The Greens will create a new pool of municipal infrastructure funding by changing tax rules to create a Municipal Registered Retirement Savings Plan (RRSP) bond that can be held in RRSPs and self-directed RRSPs. Between January and March 2011, Canadians spent $9 billion in mutual funds. Imagine if even half of that was available to our communities.

This will be in addition to preserving the current allocation of the federal gas tax directly to the provinces for transfer to municipalities. Municipal governments must enter into agreements to ensure that sprawl is not facilitated through extensive infrastructure funding. Densification; speedy, safe, and pleasant mass transit; safe cycling paths; and other investments to conserve electricity and water will all merit stable financing.

Green Party MPs will:

  • Increase the Gas Tax Transfer to municipalities to five cents/litre to be used in funding the above sustainable transportation initiatives such as public transit, cycling and pedestrian infrastructure, and rural roads;
  • Recognize that access to high-speed internet connections is now a critical aspect of infrastructure and work to expand access to address the ‘digital divide’;
  • Make employer-provided transit passes tax-free by exempting them from taxable benefit status, thereby encouraging workers and businesses to use public transport, and make employee parking a taxable benefit;
  • Change tax policy to create a new pool of long-term municipal infrastructure funding by allowing municipalities to issue new Municipal Registered Retirement Savings Plans Bonds which can be held in RRSPs and self-directed RRSPs;
  • Fund ‘Green Cities’ initiatives, ensuring (through contractual agreements) that the funding is not used in ways that encourage urban sprawl, but instead to reduce sprawl and GHG emissions, conserve electricity and water, increase densification, expand convenient, safe, reliable and affordable public transit, and build cycling and walking paths.

This funding will be transferred through six Municipal Superfunds of $500 million/fund/year (an average of $100 for every citizen per year) to which municipalities can apply for grant funding to replace the less specific Canada Strategic Infrastructure Fund (CSIF).

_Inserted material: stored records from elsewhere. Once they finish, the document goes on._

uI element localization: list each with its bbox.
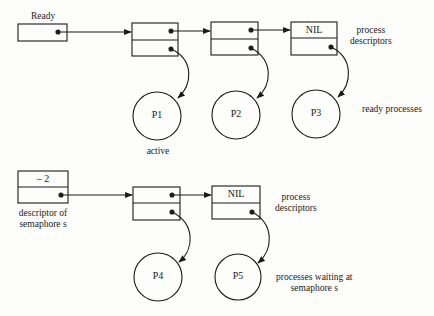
ready-processes-label: ready processes <box>362 104 422 115</box>
descriptor-3-nil: NIL <box>291 24 337 35</box>
process-p4-label: P4 <box>134 270 182 281</box>
process-p5-label: P5 <box>214 270 262 281</box>
process-p1-label: P1 <box>133 109 181 120</box>
process-descriptors-label-2: process descriptors <box>275 192 317 214</box>
active-label: active <box>134 146 182 157</box>
diagram-canvas <box>0 0 434 316</box>
process-p2-label: P2 <box>212 108 260 119</box>
waiting-processes-label: processes waiting at semaphore s <box>276 272 353 294</box>
desc5-to-p5-arrow <box>252 212 269 263</box>
semaphore-descriptor-label: descriptor of semaphore s <box>14 208 72 230</box>
descriptor-5-nil: NIL <box>212 188 260 199</box>
ready-label: Ready <box>31 11 55 22</box>
process-descriptors-label-1: process descriptors <box>350 25 392 47</box>
semaphore-value: – 2 <box>18 173 68 184</box>
process-p3-label: P3 <box>292 107 340 118</box>
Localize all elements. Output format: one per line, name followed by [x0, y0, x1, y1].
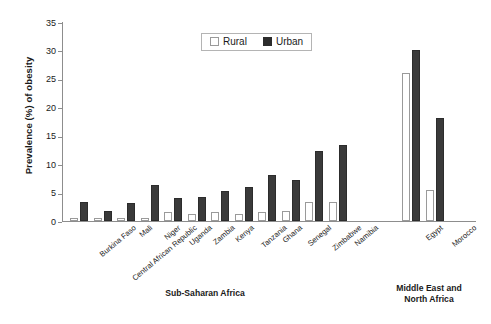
- y-tick-mark-30: [58, 51, 62, 52]
- bar-urban: [151, 185, 159, 221]
- legend-item-rural: Rural: [210, 36, 247, 47]
- bar-group: [187, 22, 211, 221]
- bar-rural: [305, 202, 313, 221]
- legend-item-urban: Urban: [263, 36, 303, 47]
- y-tick-mark-10: [58, 165, 62, 166]
- y-tick-mark-20: [58, 108, 62, 109]
- bar-rural: [258, 212, 266, 221]
- bar-urban: [198, 197, 206, 221]
- bar-urban: [245, 187, 253, 221]
- bar-rural: [402, 73, 410, 221]
- bar-urban: [436, 118, 444, 221]
- legend-label-urban: Urban: [276, 36, 303, 47]
- x-label-egypt: Egypt: [425, 224, 445, 243]
- y-tick-mark-15: [58, 137, 62, 138]
- x-axis-line: [62, 221, 476, 222]
- y-tick-label-35: 35: [26, 19, 56, 28]
- chart-legend: Rural Urban: [201, 33, 312, 51]
- y-tick-label-30: 30: [26, 47, 56, 56]
- x-label-morocco: Morocco: [450, 224, 477, 249]
- bar-group: [304, 22, 328, 221]
- bar-rural: [426, 190, 434, 221]
- plot-area: 05101520253035: [62, 22, 476, 222]
- bar-group: [210, 22, 234, 221]
- bar-urban: [268, 175, 276, 221]
- y-tick-label-20: 20: [26, 104, 56, 113]
- black-square-swatch-icon: [263, 37, 272, 46]
- bar-group: [425, 22, 449, 221]
- bar-urban: [315, 151, 323, 222]
- y-tick-mark-5: [58, 194, 62, 195]
- x-label-senegal: Senegal: [306, 224, 332, 248]
- y-tick-mark-0: [58, 222, 62, 223]
- obesity-prevalence-bar-chart: Prevalence (%) of obesity 05101520253035…: [0, 0, 491, 324]
- bar-group: [281, 22, 305, 221]
- x-axis-category-labels: Burkina FasoCentral African RepublicMali…: [62, 224, 476, 276]
- bar-urban: [80, 202, 88, 221]
- x-label-zambia: Zambia: [211, 224, 236, 246]
- group-caption-mena-line1: Middle East and: [370, 283, 488, 294]
- group-caption-mena-line2: North Africa: [370, 294, 488, 305]
- bar-series-container: [63, 22, 476, 221]
- bar-group: [328, 22, 352, 221]
- bar-urban: [412, 50, 420, 221]
- bar-rural: [188, 214, 196, 221]
- bar-urban: [104, 211, 112, 221]
- x-label-burkina-faso: Burkina Faso: [98, 224, 137, 259]
- bar-group: [93, 22, 117, 221]
- y-tick-label-10: 10: [26, 161, 56, 170]
- bar-rural: [164, 212, 172, 221]
- bar-rural: [117, 218, 125, 221]
- x-label-kenya: Kenya: [234, 224, 256, 244]
- bar-rural: [94, 218, 102, 221]
- bar-rural: [282, 211, 290, 221]
- bar-urban: [292, 180, 300, 221]
- y-tick-label-5: 5: [26, 189, 56, 198]
- bar-rural: [70, 218, 78, 221]
- bar-group: [116, 22, 140, 221]
- bar-group: [401, 22, 425, 221]
- y-tick-mark-25: [58, 80, 62, 81]
- bar-group: [69, 22, 93, 221]
- y-tick-mark-35: [58, 23, 62, 24]
- y-tick-label-0: 0: [26, 218, 56, 227]
- bar-rural: [235, 214, 243, 221]
- bar-rural: [141, 218, 149, 221]
- bar-group: [140, 22, 164, 221]
- bar-group: [163, 22, 187, 221]
- bar-urban: [221, 191, 229, 221]
- white-square-swatch-icon: [210, 37, 219, 46]
- group-caption-middle-east-north-africa: Middle East and North Africa: [370, 283, 488, 305]
- bar-rural: [211, 212, 219, 221]
- y-tick-label-15: 15: [26, 132, 56, 141]
- bar-group: [234, 22, 258, 221]
- bar-urban: [174, 198, 182, 221]
- y-tick-label-25: 25: [26, 75, 56, 84]
- legend-label-rural: Rural: [223, 36, 247, 47]
- x-label-mali: Mali: [138, 224, 154, 239]
- bar-urban: [127, 203, 135, 221]
- bar-urban: [339, 145, 347, 221]
- group-caption-sub-saharan-africa: Sub-Saharan Africa: [105, 288, 305, 299]
- bar-group: [257, 22, 281, 221]
- bar-rural: [329, 202, 337, 221]
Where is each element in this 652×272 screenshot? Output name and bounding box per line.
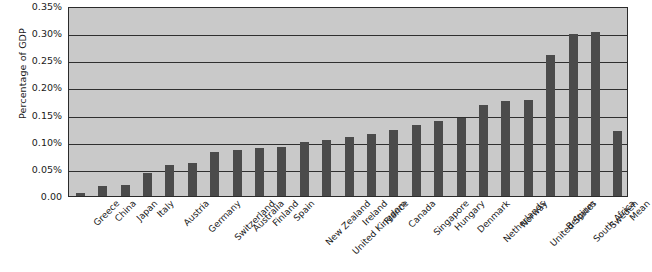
- y-axis-tick-label: 0.00: [41, 192, 62, 202]
- y-axis-tick-labels: 0.000.05%0.10%0.15%0.20%0.25%0.30%0.35%: [0, 0, 66, 205]
- bar: [76, 193, 85, 196]
- x-axis-tick-labels: GreeceChinaJapanItalyAustriaGermanySwitz…: [68, 199, 628, 272]
- plot-area: [68, 7, 628, 197]
- bar: [546, 55, 555, 196]
- bar: [143, 173, 152, 196]
- y-axis-tick-label: 0.20%: [32, 84, 62, 94]
- bar: [412, 125, 421, 196]
- bar: [322, 140, 331, 196]
- bar: [434, 121, 443, 196]
- bar: [210, 152, 219, 197]
- bar: [591, 32, 600, 196]
- bar: [457, 118, 466, 196]
- y-axis-tick-label: 0.30%: [32, 29, 62, 39]
- bar: [300, 142, 309, 196]
- x-axis-tick-label: Italy: [156, 199, 176, 219]
- y-axis-tick-label: 0.25%: [32, 57, 62, 67]
- bar: [121, 185, 130, 196]
- bar: [367, 134, 376, 196]
- bar: [255, 148, 264, 196]
- bar: [501, 101, 510, 196]
- bar: [98, 186, 107, 196]
- y-axis-tick-label: 0.10%: [32, 138, 62, 148]
- x-axis-tick-label: Belgium: [564, 199, 596, 231]
- bar: [345, 137, 354, 196]
- bar: [277, 147, 286, 196]
- bar: [188, 163, 197, 196]
- bar: [613, 131, 622, 196]
- bar: [389, 130, 398, 196]
- bar: [165, 165, 174, 196]
- y-axis-tick-label: 0.15%: [32, 111, 62, 121]
- bar: [233, 150, 242, 196]
- bar: [479, 105, 488, 196]
- bars-container: [69, 8, 627, 196]
- bar: [569, 34, 578, 196]
- x-axis-tick-label: Canada: [407, 199, 438, 230]
- y-axis-tick-label: 0.35%: [32, 2, 62, 12]
- y-axis-tick-label: 0.05%: [32, 165, 62, 175]
- bar: [524, 100, 533, 196]
- x-axis-tick-label: Austria: [182, 199, 211, 228]
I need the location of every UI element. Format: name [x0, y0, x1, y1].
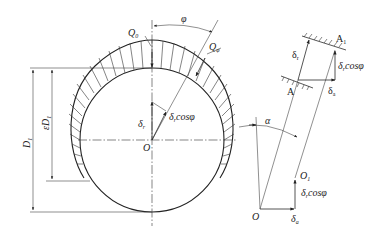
label-A: A: [287, 86, 295, 97]
label-delta-a-bottom: δa: [291, 213, 299, 225]
label-delta-r-cos: δrcosφ: [169, 111, 195, 123]
label-D1: D1: [21, 138, 33, 149]
label-delta-r-cos-top: δrcosφ: [338, 60, 364, 72]
phi-arc: [154, 25, 212, 32]
radial-line-phi: [152, 20, 218, 140]
delta-r-vector-right: [298, 40, 309, 80]
label-O1: O1: [300, 170, 310, 182]
label-epsD1: εD1: [40, 116, 52, 130]
vertical-reference-line: [256, 117, 260, 209]
label-delta-a-top: δa: [328, 85, 336, 97]
label-phi: φ: [181, 13, 187, 24]
label-delta-r-right: δr: [292, 49, 299, 61]
label-Qphi: Qφ: [209, 41, 220, 53]
bearing-diagram: Q0 Qφ φ δr δrcosφ O D1 εD1: [0, 0, 385, 236]
label-O-center: O: [143, 142, 150, 153]
left-view: Q0 Qφ φ δr δrcosφ O D1 εD1: [21, 13, 236, 226]
label-delta-r: δr: [138, 118, 146, 130]
label-A1: A1: [336, 33, 346, 45]
right-view: A1 δr δrcosφ A δa α O1 δrcosφ O δa: [239, 33, 364, 225]
label-O-right: O: [252, 211, 259, 222]
label-Q0: Q0: [128, 27, 138, 39]
label-alpha: α: [265, 115, 271, 126]
delta-r-cos-vector: [152, 112, 166, 140]
label-delta-r-cos-bottom: δrcosφ: [301, 187, 327, 199]
line-O-A: [260, 80, 298, 209]
alpha-arc: [239, 125, 297, 137]
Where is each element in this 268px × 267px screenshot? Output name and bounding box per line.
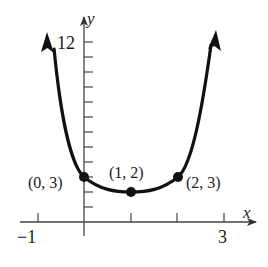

The proposed funds are:

  • Community Brownfield Remediation (CBR) Fund to provide assistance in cleaning up toxic and brownfield sites;
  • Water and Waste Treatment Facilities (WWTF) Fund to upgrade water treatment, sewage treatment, and recycling facilities to make them efficient, safe, and sustainable;
  • Sports, Cultural, and Recreational Facilities (SCRF) Fund to support the development of green recreational and cultural facilities and refurbish existing facilities;
  • Mass Transit Promotion (MTP) Fund to improve and expand urban mass transit infrastructure and inter-modal connections, as well as car-sharing initiatives;
  • Cycling and Pedestrian Promotion (CPP) Fund to support pedestrian and cycling infrastructure and smart-growth developments that transform urban areas and towns into walkable communities linked by transit to reduce the need for owning and using cars; and,
  • Community Housing Options Promotion (CHOP) Fund supporting a national housing program to build energy efficient co-operatives and affordable housing units where there is a shortage of such housing options.